Currently on our nightstand: career advice from an art-world mogul, Brooklyn’s secret queer history and a spy novel like no other spy novel we’ve read before. Here’s what we’re digging into right now.
6 New Books That New Yorkers (Especially) Will Love
American Spy By Lauren Wilkinson
The spy genre gets turned on its head in Wilkinson’s debut novel. The Cold War–era tale follows intelligence officer Marie Mitchell from New York City to an undercover mission in Burkina Faso, where she’s tasked with cozying up to a charismatic Communist leader. It has all the hallmarks of a page-turning espionage thriller—along with the complex themes and questions a black female perspective brings to the table.
the Most Powerful Woman In The Room Is You By Lydia Fenet
As leading charity auctioneer and global head of strategic partnerships for Christie’s, Fenet convinces people to part with large sums of money all the time. So you can bet she has some excellent advice on how to own a room and build the career you want. She started as an intern some 20 years ago, and now she’s paying it forward in the form of insightful anecdotes and tips, along with pointers from several of her boss friends, like Martha Stewart and Nina Garcia.
long Live The Tribe Of Fatherless Girls By T Kira Madden
Spanning her affluent but troubled childhood in Boca Raton to present-day New York, Madden’s memoir paints a vivid picture of addiction, otherness, objectification and loss. If that sounds dark, well, at times it is—but it’s also funny, uplifting and a loving tribute to the author’s families, both chosen and inherited.
the Affairs Of The Falcóns By Melissa Rivero
Along with her husband and young children, Ana Falcón flees the political turmoil of 1990s Peru for New York City, only to be met with the financial and emotional tolls that come with being undocumented in a new and strange place. It’s another valuable chronicle of the immigrant experience (see also: Behold the Dreamers, The Leavers), with an extra layer of personal significance: Rivera herself was undocumented for much of her Brooklyn childhood, becoming a citizen in her early 20s.
when Brooklyn Was Queer By Hugh Ryan
Most are familiar with Greenwich Village’s queer history (2019 marks the 50th anniversary of the Stonewall Riots), but Ryan unearths a forgotten world of LGBTQ culture across the East River, from Walt Whitman and other literary figures to the lesbians who worked in the Navy Yard during World War II. Ryan, the founder of the Pop-Up Museum of Queer History, recounts both the many characters who made up the once-vibrant community and the systemic forces that sought to erase it.
save Me The Plums By Ruth Reichl
Food memoirist extraordinaire Reichl has gifted us with a delicious new course: a detailed account of the decade she spent as Gourmet’s editor-in-chief, right up until its last issue in 2009. Peppered with recipes and celeb chef cameos, Reichl’s writing offers a glimpse inside a venerated publication—it’s a must-read for foodies and print nostalgists alike.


_What is required_: Transcribe each record word for word. Skip the images.
"""
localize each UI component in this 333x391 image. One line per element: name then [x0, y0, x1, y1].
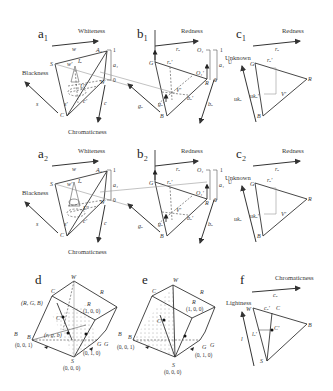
green-vector-arrow — [128, 84, 160, 112]
axis-label-unknown: Unknown — [225, 54, 251, 61]
vertex-R: R — [204, 80, 209, 86]
label-Ia: Iₐ — [77, 178, 82, 184]
panel-label-d: d — [35, 272, 42, 287]
point-mid — [85, 333, 88, 336]
label-ro-prime: rₒ' — [267, 177, 273, 183]
vector-C-label: C⃗ — [276, 305, 285, 311]
vector-ro-label: rₒ — [275, 46, 279, 52]
panel-c1: c₁ Redness rₒ Unknown ukₒ G R B rₒ' ukₒ'… — [225, 26, 312, 122]
vector-w-label: w — [72, 166, 76, 172]
vertex-R: R — [307, 76, 312, 82]
vertex-S: S — [172, 362, 175, 368]
axis-label-blackness: Blackness — [22, 69, 49, 76]
panel-d: d W C⃗ R⃗ (R, G, B) R (1, 0, 0) C' B⃗ B … — [14, 272, 117, 372]
vertex-W: W — [100, 79, 106, 85]
vertex-R: R — [191, 299, 196, 305]
label-V-prime: V' — [281, 211, 287, 217]
projection-line — [100, 72, 175, 93]
coord-R: (1, 0, 0) — [83, 308, 101, 315]
vertex-C: C — [60, 232, 65, 238]
coord-G: (0, 1, 0) — [195, 352, 213, 359]
axis-label-unknown: Unknown — [225, 174, 251, 181]
panel-label-b2: b₂ — [137, 146, 148, 161]
panel-label-a2: a₂ — [38, 146, 48, 161]
label-uko-prime: ukₒ' — [250, 213, 259, 219]
label-lo-prime: lₒ' — [252, 331, 257, 337]
coord-B: (0, 0, 1) — [117, 344, 135, 351]
vertex-O1-prime: O₁' — [196, 70, 204, 76]
vertex-B: B — [257, 113, 261, 119]
coord-rgb: (r, g, b) — [44, 332, 62, 339]
blackness-vector-arrow — [25, 82, 58, 113]
point-C-prime — [62, 316, 65, 319]
scale-top-1: 1 — [113, 47, 116, 53]
vector-uko-label: ukₒ — [234, 96, 242, 102]
vector-C-label: C⃗ — [51, 288, 60, 294]
label-s-prime: s' — [64, 221, 68, 227]
vector-go-label: gₒ — [138, 103, 143, 109]
vector-s-label: s — [36, 221, 39, 227]
vertex-G: G — [250, 181, 255, 187]
vector-go-label: gₒ — [138, 223, 143, 229]
vertex-A1: A₁ — [95, 167, 102, 173]
vertex-G: G — [149, 60, 154, 66]
vector-w-label: w — [72, 46, 76, 52]
scale-value: a₁ — [113, 62, 118, 68]
vertex-R: R — [204, 200, 209, 206]
label-V-prime: V' — [176, 87, 182, 93]
marker-arrow-right — [190, 347, 194, 351]
vector-G-label: G⃗ — [210, 342, 219, 348]
vertex-G: G — [149, 180, 154, 186]
vertex-B: B — [257, 233, 261, 239]
scale-bracket — [213, 170, 217, 200]
coord-RGB: (R, G, B) — [21, 300, 43, 307]
vertex-O1: O₁ — [197, 167, 203, 173]
scale-top-1: 1 — [113, 167, 116, 173]
label-bo-prime: bₒ' — [187, 215, 194, 221]
cone-ellipse — [69, 199, 79, 205]
projection-line — [55, 184, 130, 206]
vector-bo-label: bₒ — [208, 221, 213, 227]
vertex-O1-prime: O₁' — [196, 190, 204, 196]
panel-a2: a₂ Whiteness w Blackness s c Chromaticne… — [22, 146, 130, 255]
vertex-G: G — [250, 61, 255, 67]
vector-G-label: G⃗ — [104, 341, 113, 347]
scale-bottom-0: 0 — [214, 197, 217, 203]
label-C-prime: C' — [274, 325, 280, 331]
dotted-plane — [133, 285, 175, 357]
vector-uko-label: ukₒ — [234, 216, 242, 222]
vector-B-label: B⃗ — [14, 331, 22, 337]
scale-top-1: 1 — [220, 47, 223, 53]
point-rgb — [67, 332, 70, 335]
label-V-prime: V' — [281, 91, 287, 97]
vertex-B: B — [308, 322, 312, 328]
vertex-S: S — [50, 61, 53, 67]
panel-f: f Chromaticness cₒ Lightness l W B S C' … — [226, 272, 314, 366]
vector-c-label: c — [104, 100, 107, 106]
projection-lines — [264, 188, 276, 214]
triangle-WBS — [253, 308, 307, 361]
vector-ro-label: rₒ — [176, 46, 180, 52]
coord-B: (0, 0, 1) — [15, 342, 33, 349]
vertex-B: B — [160, 113, 164, 119]
panel-label-c1: c₁ — [236, 26, 246, 41]
panel-c2: c₂ Redness rₒ Unknown ukₒ G R B rₒ' ukₒ'… — [225, 146, 312, 242]
label-C-prime: C' — [157, 318, 163, 324]
cone-shape — [71, 66, 79, 82]
axis-label-whiteness: Whiteness — [78, 147, 106, 154]
dashed-guide-3 — [162, 92, 188, 95]
label-ro-prime: rₒ' — [267, 57, 273, 63]
label-Ia: Iₐ — [77, 58, 82, 64]
axis-label-redness: Redness — [282, 147, 304, 154]
scale-bottom-0: 0 — [113, 77, 116, 83]
panel-label-e: e — [142, 272, 148, 287]
vector-C-label: C⃗ — [152, 288, 161, 294]
color-space-figure: a₁ Whiteness w Blackness s c Chromaticne… — [0, 0, 333, 391]
coord-R: (1, 0, 0) — [186, 306, 204, 313]
label-s-prime: s' — [64, 101, 68, 107]
label-ro-prime: rₒ' — [167, 179, 173, 185]
marker-arrow-left — [44, 346, 48, 349]
label-V-prime: V' — [176, 207, 182, 213]
panel-a1: a₁ Whiteness w Blackness s c Chromaticne… — [22, 26, 130, 135]
coord-G: (0, 1, 0) — [83, 350, 101, 357]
"""
_Your response_:
localize each UI component in this 333x391 image. One line per element: name then [x0, y0, x1, y1].
green-vector-arrow — [128, 84, 160, 112]
axis-label-unknown: Unknown — [225, 54, 251, 61]
vertex-R: R — [204, 80, 209, 86]
label-Ia: Iₐ — [77, 178, 82, 184]
panel-label-d: d — [35, 272, 42, 287]
point-mid — [85, 333, 88, 336]
label-ro-prime: rₒ' — [267, 177, 273, 183]
vector-C-label: C⃗ — [276, 305, 285, 311]
vector-ro-label: rₒ — [275, 46, 279, 52]
panel-c1: c₁ Redness rₒ Unknown ukₒ G R B rₒ' ukₒ'… — [225, 26, 312, 122]
vector-w-label: w — [72, 166, 76, 172]
vertex-R: R — [307, 76, 312, 82]
vertex-S: S — [172, 362, 175, 368]
axis-label-blackness: Blackness — [22, 69, 49, 76]
panel-d: d W C⃗ R⃗ (R, G, B) R (1, 0, 0) C' B⃗ B … — [14, 272, 117, 372]
vertex-W: W — [100, 79, 106, 85]
vertex-R: R — [191, 299, 196, 305]
label-V-prime: V' — [281, 211, 287, 217]
projection-line — [100, 72, 175, 93]
coord-R: (1, 0, 0) — [83, 308, 101, 315]
vertex-C: C — [60, 232, 65, 238]
coord-G: (0, 1, 0) — [195, 352, 213, 359]
axis-label-unknown: Unknown — [225, 174, 251, 181]
panel-label-b2: b₂ — [137, 146, 148, 161]
panel-label-a2: a₂ — [38, 146, 48, 161]
label-uko-prime: ukₒ' — [250, 213, 259, 219]
label-lo-prime: lₒ' — [252, 331, 257, 337]
coord-B: (0, 0, 1) — [117, 344, 135, 351]
vertex-O1-prime: O₁' — [196, 70, 204, 76]
vertex-B: B — [257, 113, 261, 119]
coord-rgb: (r, g, b) — [44, 332, 62, 339]
blackness-vector-arrow — [25, 82, 58, 113]
point-C-prime — [62, 316, 65, 319]
scale-top-1: 1 — [113, 47, 116, 53]
vector-uko-label: ukₒ — [234, 96, 242, 102]
vector-C-label: C⃗ — [51, 288, 60, 294]
label-s-prime: s' — [64, 221, 68, 227]
vector-go-label: gₒ — [138, 103, 143, 109]
vector-s-label: s — [36, 221, 39, 227]
vertex-G: G — [250, 181, 255, 187]
vector-go-label: gₒ — [138, 223, 143, 229]
vertex-A1: A₁ — [95, 167, 102, 173]
vertex-G: G — [149, 60, 154, 66]
vector-w-label: w — [72, 46, 76, 52]
scale-value: a₁ — [113, 62, 118, 68]
vertex-R: R — [204, 200, 209, 206]
label-V-prime: V' — [176, 87, 182, 93]
marker-arrow-right — [190, 347, 194, 351]
vector-G-label: G⃗ — [210, 342, 219, 348]
vertex-G: G — [149, 180, 154, 186]
vertex-B: B — [257, 233, 261, 239]
scale-bracket — [213, 170, 217, 200]
coord-RGB: (R, G, B) — [21, 300, 43, 307]
vertex-O1: O₁ — [197, 167, 203, 173]
scale-top-1: 1 — [113, 167, 116, 173]
label-bo-prime: bₒ' — [187, 215, 194, 221]
cone-ellipse — [69, 199, 79, 205]
projection-line — [55, 184, 130, 206]
vector-bo-label: bₒ — [208, 221, 213, 227]
vertex-O1-prime: O₁' — [196, 190, 204, 196]
panel-a2: a₂ Whiteness w Blackness s c Chromaticne… — [22, 146, 130, 255]
vertex-G: G — [250, 61, 255, 67]
vector-G-label: G⃗ — [104, 341, 113, 347]
scale-bottom-0: 0 — [214, 197, 217, 203]
label-C-prime: C' — [274, 325, 280, 331]
dotted-plane — [133, 285, 175, 357]
vector-uko-label: ukₒ — [234, 216, 242, 222]
vector-B-label: B⃗ — [14, 331, 22, 337]
scale-top-1: 1 — [220, 47, 223, 53]
point-rgb — [67, 332, 70, 335]
label-V-prime: V' — [281, 91, 287, 97]
vertex-B: B — [308, 322, 312, 328]
vertex-S: S — [50, 61, 53, 67]
panel-f: f Chromaticness cₒ Lightness l W B S C' … — [226, 272, 314, 366]
vector-c-label: c — [104, 100, 107, 106]
projection-lines — [264, 188, 276, 214]
triangle-WBS — [253, 308, 307, 361]
vector-ro-label: rₒ — [176, 46, 180, 52]
coord-B: (0, 0, 1) — [15, 342, 33, 349]
vertex-B: B — [160, 113, 164, 119]
panel-label-c1: c₁ — [236, 26, 246, 41]
panel-c2: c₂ Redness rₒ Unknown ukₒ G R B rₒ' ukₒ'… — [225, 146, 312, 242]
label-C-prime: C' — [157, 318, 163, 324]
cone-shape — [71, 66, 79, 82]
axis-label-whiteness: Whiteness — [78, 147, 106, 154]
dashed-guide-3 — [162, 92, 188, 95]
label-ro-prime: rₒ' — [267, 57, 273, 63]
label-Ia: Iₐ — [77, 58, 82, 64]
axis-label-redness: Redness — [282, 147, 304, 154]
scale-bottom-0: 0 — [113, 77, 116, 83]
panel-label-e: e — [142, 272, 148, 287]
vector-C-label: C⃗ — [152, 288, 161, 294]
color-space-figure: a₁ Whiteness w Blackness s c Chromaticne… — [0, 0, 333, 391]
coord-R: (1, 0, 0) — [186, 306, 204, 313]
label-s-prime: s' — [64, 101, 68, 107]
label-ro-prime: rₒ' — [167, 179, 173, 185]
marker-arrow-left — [44, 346, 48, 349]
label-V-prime: V' — [176, 207, 182, 213]
panel-a1: a₁ Whiteness w Blackness s c Chromaticne… — [22, 26, 130, 135]
coord-G: (0, 1, 0) — [83, 350, 101, 357]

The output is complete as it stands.